By Andile Dube
“I’m going to see Michelle. I’m going to see Michelle.” I had to motivate my frosty mind as I dragged myself out of bed before dawn on June for the dark and chilly drive to the Regina Mundi Church in Soweto to see the first lady speak. This was not an opportunity I was going to miss, no matter how hard the Highveld winter was conspiring against us.
Celebrities don’t move me. I have met other first ladies, but the experience was hardly life changing. And yet, in the presence of Michelle Obama, I was like a hysterical 10-year-old at a Miley Cyrus concert. I was moved.
There I was, sitting in the same church as one of the world’s most influential woman, utterly convinced that she “gets” me, that she was speaking to me specifically and that she knows my work inside-out. There was not a fake note in her entire address. There was nothing preachy or haughty, just a thorough authenticity and a realness that enthralled me.
My day job with the New loveLife Trust is mending the fabric of South African society for young people as part of loveLife’s holistic approach to fighting HIV. Too many teenagers grow up in an atmosphere of hopelessness and defeat. They see last year’s matriculants languishing at home and on street corners and wonder why they should bother trying to be better. They see their elders working themselves into early graves for minimum wage. They see the rich getting richer and the poor getting old. The pressure on them is to acquiesce, to give up, to just make do, and that’s where the risk-tolerant behaviour that drives new HIV infections in South Africa takes hold. And that’s what we’re trying to fight as an organisation often misunderstood.
The seeds of a new social reality lie in the hearts and minds of our nation’s youth. On average, learners in school are more positive, more optimistic, and therefore far more likely to eschew risk than their counterparts who have dropped out of school.
When you participate, as I frequently do with the loveLife groundBREAKERs and mpintshis, in activities and events in the most marginalised communities of our country, the hope and energy is palpable. In my view, it is no exaggeration to say that the future prosperity of South Africa depends on how we harness the energy, enthusiasm and potential of our country’s youth. And it could go either way.
It would be disingenuous to pretend that all you need is a positive attitude and then the poverty, marginalisation, inequality and injustice will all just magically melt away. That is nonsense. What we focus on is young people working, wherever they are, as a generation of leaders, inch by inch, towards a better future.
We have a word for what we’re trying to do with the youth of our country — nakanjani. It means “no matter what”. It is a statement of defiance. Nakanjani says: I am going to make my move, I am going to keep on striving, I am going to build a better community and a better country no matter what you throw in my way, in the face of your disrespect, your disbelief, your dislike. Nakanjani is the battle cry of the born-free generation … and the theme of loveLife’s new campaign.
So there I was in Regina Mundi listening to Graca Machel telling me I don’t need to sacrifice my motherhood, wifehood, views, my feminism or career to be a leader of the 21st century and I think to myself yes, nakanjani!
And I began to feel almost overwhelmed as I sat in that church, the church where freedom was made, being challenged to fight for a new kind of freedom.
“It is because of the students of 1976 that so many of these young women leaders can now pursue their dreams,” said Mrs Obama. “It is because of them that I stand before you as first lady of the United States of America.” She reminded us that we are the “heirs of that blood, sweat, sacrifice and love”.
The youth of yesteryear fought against apartheid but there are still so many causes worth sacrificing for. I get such nonsensical cynicism from my middle-class peers who think that the youth of South Africa have nothing to fight for. If my sister from the US gets it, why don’t they?
Obama challenged us to be “the generation that ends HIV/Aids in our lifetime, the generation that fights not just the disease, but the stigma of the disease, the generation that teaches the world that HIV is fully preventable and treatable and should never be a source of shame, the generation that fights woman abuse, the generation that assists young women to take their rightful place in society”.
I just screamed out “NAKANJANI!”
Dr Andile Dube is director for youth programmes at the New loveLife Trust — SA’s largest HIV-prevention initiative for youth.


### WHAT THE EXERCISE ASKS:
Copy out each line below that has the word "Wind" in it.

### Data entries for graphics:
_ _ _ _
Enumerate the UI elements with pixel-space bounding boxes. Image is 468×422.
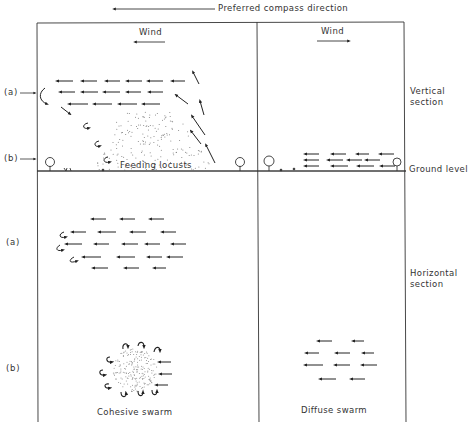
diffuse-swarm-caption: Diffuse swarm [301,405,367,415]
marker-b-vertical: (b) [4,153,18,163]
vertical-cohesive-arrows [57,72,215,163]
cohesive-swarm-curls [100,342,160,396]
diffuse-swarm-arrows [305,341,377,379]
marker-arrows [20,93,35,159]
vertical-section-label-1: Vertical [410,86,445,96]
vertical-diffuse-arrows [305,154,395,166]
wind-label-left: Wind [139,27,162,37]
compass-direction-label: Preferred compass direction [218,3,348,13]
curl-arrows-vertical [40,88,110,162]
wind-label-right: Wind [321,26,344,36]
curl-arrows-horizontal-a [57,232,77,262]
horizontal-cohesive-arrows [66,219,186,268]
tree-icon [46,156,402,171]
cohesive-swarm-caption: Cohesive swarm [97,407,172,417]
vertical-section-label-2: section [410,97,443,107]
marker-b-horizontal: (b) [6,363,20,373]
horizontal-section-label-1: Horizontal [410,268,457,278]
cohesive-swarm-stipple [113,348,157,392]
marker-a-vertical: (a) [4,87,18,97]
horizontal-section-label-2: section [410,279,443,289]
feeding-locusts-label: Feeding locusts [120,160,192,170]
marker-a-horizontal: (a) [6,237,20,247]
ground-level-label: Ground level [409,164,468,174]
cohesive-swarm-arrows [156,362,172,385]
diagram-frame [37,22,406,422]
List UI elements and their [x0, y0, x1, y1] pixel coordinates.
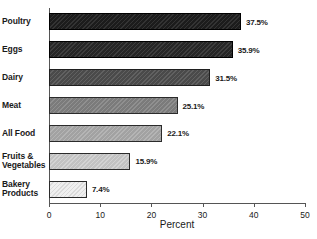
bar-value-label: 37.5% — [246, 18, 268, 27]
category-label-meat: Meat — [2, 101, 46, 111]
x-tick-20 — [151, 203, 152, 207]
plot-area: 01020304050 37.5%35.9%31.5%25.1%22.1%15.… — [49, 8, 305, 203]
x-tick-40 — [254, 203, 255, 207]
bar-eggs[interactable] — [49, 41, 233, 58]
x-axis-line — [49, 203, 305, 204]
category-label-line: Poultry — [2, 16, 31, 26]
bar-value-label: 15.9% — [135, 157, 157, 166]
x-tick-30 — [203, 203, 204, 207]
bar-meat[interactable] — [49, 97, 178, 114]
category-label-line: Bakery — [2, 179, 30, 189]
x-tick-0 — [49, 203, 50, 207]
category-label-all-food: All Food — [2, 129, 46, 139]
bar-bakery-products[interactable] — [49, 181, 87, 198]
bar-fruits-vegetables[interactable] — [49, 153, 130, 170]
category-label-bakery-products: BakeryProducts — [2, 180, 46, 199]
category-label-dairy: Dairy — [2, 73, 46, 83]
category-label-line: Fruits & — [2, 151, 33, 161]
bar-poultry[interactable] — [49, 13, 241, 30]
category-label-line: Eggs — [2, 44, 22, 54]
bar-value-label: 25.1% — [183, 102, 205, 111]
bar-value-label: 22.1% — [167, 129, 189, 138]
bar-chart: PoultryEggsDairyMeatAll FoodFruits &Vege… — [0, 0, 317, 239]
bar-value-label: 7.4% — [92, 185, 109, 194]
x-tick-10 — [100, 203, 101, 207]
bar-all-food[interactable] — [49, 125, 162, 142]
category-label-eggs: Eggs — [2, 45, 46, 55]
category-label-line: Products — [2, 189, 46, 199]
bar-dairy[interactable] — [49, 69, 210, 86]
category-label-line: Meat — [2, 100, 21, 110]
category-label-line: Vegetables — [2, 161, 46, 171]
bar-value-label: 31.5% — [215, 74, 237, 83]
category-label-line: All Food — [2, 128, 35, 138]
category-label-fruits-vegetables: Fruits &Vegetables — [2, 152, 46, 171]
x-axis-title: Percent — [49, 219, 305, 230]
x-tick-50 — [305, 203, 306, 207]
category-label-poultry: Poultry — [2, 17, 46, 27]
category-label-line: Dairy — [2, 72, 23, 82]
bar-value-label: 35.9% — [238, 46, 260, 55]
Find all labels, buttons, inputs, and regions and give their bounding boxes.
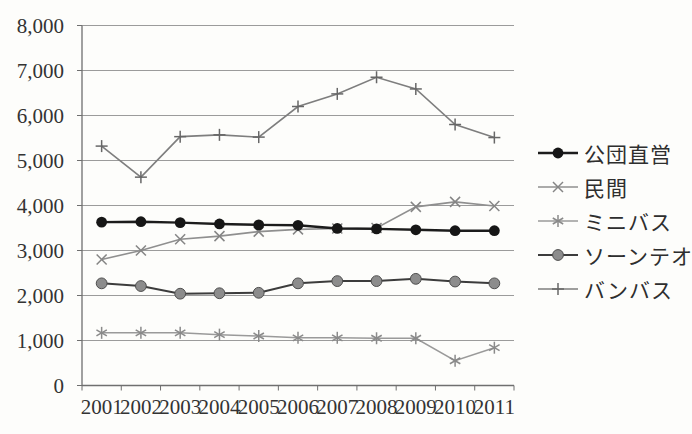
x-tick-label: 2010 <box>434 395 476 419</box>
legend-label: 公団直営 <box>584 138 672 168</box>
y-tick-label: 5,000 <box>17 149 64 173</box>
y-tick-label: 1,000 <box>17 329 64 353</box>
legend-item-minibus: ミニバス <box>538 204 692 238</box>
series-marker-filled-circle-gray <box>371 276 382 287</box>
series-marker-filled-circle-black <box>450 225 461 236</box>
y-tick-label: 3,000 <box>17 239 64 263</box>
series-marker-plus <box>552 283 564 295</box>
x-tick-label: 2004 <box>198 395 241 419</box>
x-tick-label: 2002 <box>120 395 162 419</box>
y-tick-label: 6,000 <box>17 104 64 128</box>
series-marker-filled-circle-black <box>489 225 500 236</box>
legend-item-minkan: 民間 <box>538 170 692 204</box>
x-tick-label: 2011 <box>474 395 515 419</box>
y-tick-label: 0 <box>54 374 65 398</box>
legend-label: 民間 <box>584 172 628 202</box>
y-tick-label: 7,000 <box>17 59 64 83</box>
series-marker-filled-circle-gray <box>175 288 186 299</box>
legend-marker-plus <box>538 277 582 301</box>
legend-marker-filled-circle-gray <box>538 243 582 267</box>
series-marker-plus <box>213 129 225 141</box>
series-marker-filled-circle-gray <box>293 278 304 289</box>
series-marker-filled-circle-black <box>332 223 343 234</box>
series-marker-filled-circle-gray <box>332 276 343 287</box>
series-marker-filled-circle-black <box>371 224 382 235</box>
legend-item-koudan-chokuei: 公団直営 <box>538 136 692 170</box>
series-marker-filled-circle-gray <box>214 288 225 299</box>
series-marker-plus <box>488 132 500 144</box>
x-tick-label: 2003 <box>159 395 201 419</box>
legend-label: ソーンテオ <box>584 240 692 270</box>
series-marker-asterisk <box>489 342 499 354</box>
series-marker-filled-circle-black <box>96 217 107 228</box>
y-tick-label: 8,000 <box>17 14 64 38</box>
legend-item-songthaew: ソーンテオ <box>538 238 692 272</box>
legend: 公団直営 民間 ミニバス ソーンテオ バンバス <box>538 136 692 306</box>
series-marker-filled-circle-gray <box>96 278 107 289</box>
x-tick-label: 2007 <box>316 395 358 419</box>
legend-marker-x <box>538 175 582 199</box>
series-marker-filled-circle-gray <box>136 281 147 292</box>
series-marker-filled-circle-gray <box>410 273 421 284</box>
series-marker-filled-circle-black <box>410 224 421 235</box>
x-tick-label: 2001 <box>81 395 123 419</box>
series-2 <box>96 327 499 367</box>
legend-marker-filled-circle-black <box>538 141 582 165</box>
x-tick-label: 2005 <box>238 395 280 419</box>
y-tick-label: 2,000 <box>17 284 64 308</box>
chart-figure: 01,0002,0003,0004,0005,0006,0007,0008,00… <box>0 0 692 434</box>
series-marker-filled-circle-black <box>293 220 304 231</box>
legend-item-vanbus: バンバス <box>538 272 692 306</box>
series-marker-filled-circle-gray <box>253 287 264 298</box>
x-tick-label: 2009 <box>395 395 437 419</box>
series-marker-filled-circle-black <box>553 148 564 159</box>
series-line <box>102 77 495 177</box>
series-marker-filled-circle-black <box>136 216 147 227</box>
series-marker-filled-circle-black <box>175 217 186 228</box>
y-tick-label: 4,000 <box>17 194 64 218</box>
legend-label: バンバス <box>584 274 673 304</box>
legend-label: ミニバス <box>584 206 672 236</box>
series-marker-filled-circle-black <box>214 219 225 230</box>
series-marker-filled-circle-gray <box>553 250 564 261</box>
series-marker-filled-circle-gray <box>450 276 461 287</box>
series-marker-plus <box>371 71 383 83</box>
series-marker-asterisk <box>450 355 460 367</box>
x-tick-label: 2006 <box>277 395 319 419</box>
series-marker-plus <box>331 88 343 100</box>
legend-marker-asterisk <box>538 209 582 233</box>
series-marker-filled-circle-gray <box>489 278 500 289</box>
series-4 <box>96 71 501 183</box>
series-0 <box>96 216 500 236</box>
series-marker-filled-circle-black <box>253 219 264 230</box>
x-tick-label: 2008 <box>356 395 398 419</box>
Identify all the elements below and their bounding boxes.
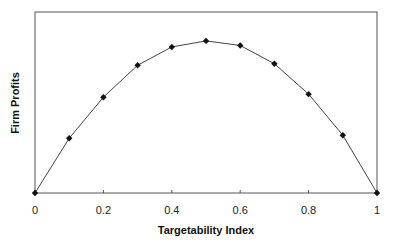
y-axis-title: Firm Profits	[9, 72, 21, 134]
x-tick-label: 0.2	[96, 204, 111, 216]
line-chart: 00.20.40.60.81 Targetability Index Firm …	[0, 0, 393, 246]
x-tick-label: 0	[32, 204, 38, 216]
x-axis-title: Targetability Index	[158, 224, 255, 236]
x-tick-label: 0.4	[164, 204, 179, 216]
x-tick-label: 1	[374, 204, 380, 216]
x-axis-ticks: 00.20.40.60.81	[32, 190, 380, 216]
x-tick-label: 0.8	[301, 204, 316, 216]
x-tick-label: 0.6	[233, 204, 248, 216]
_ _ _ _
### ANSWER FOR THE TASK:
wind-label-left: Wind [139,27,162,37]
wind-label-right: Wind [321,26,344,36]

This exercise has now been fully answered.